Work task
Word for word, output the data, with none of its pictures.
***** Task inputs *****
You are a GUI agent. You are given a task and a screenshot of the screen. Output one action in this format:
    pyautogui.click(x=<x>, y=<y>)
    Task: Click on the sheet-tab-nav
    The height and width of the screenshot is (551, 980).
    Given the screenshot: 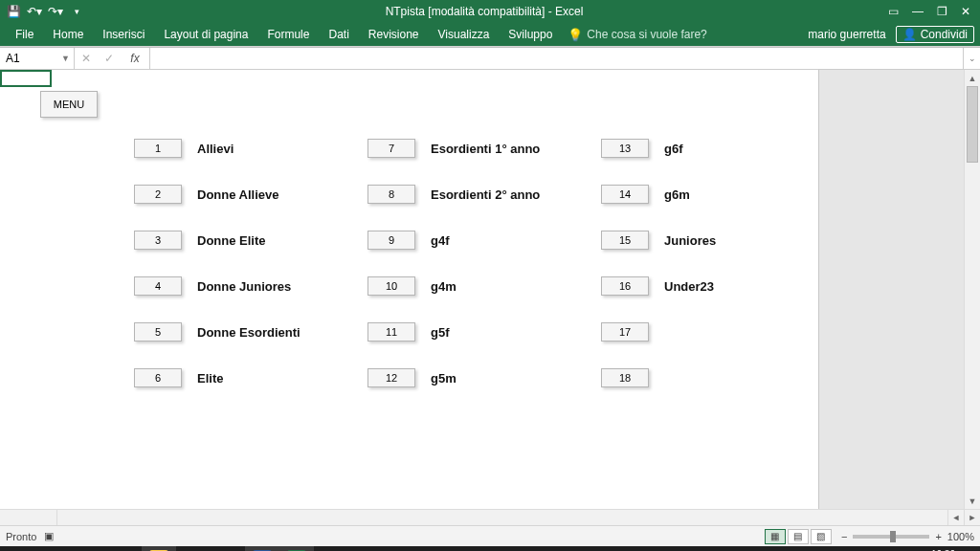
*****
Reply to the task
You are a GUI agent. You are given a task and a screenshot of the screen. Output one action in this format:
    pyautogui.click(x=<x>, y=<y>)
    Task: Click on the sheet-tab-nav
    The height and width of the screenshot is (551, 980).
    Given the screenshot: 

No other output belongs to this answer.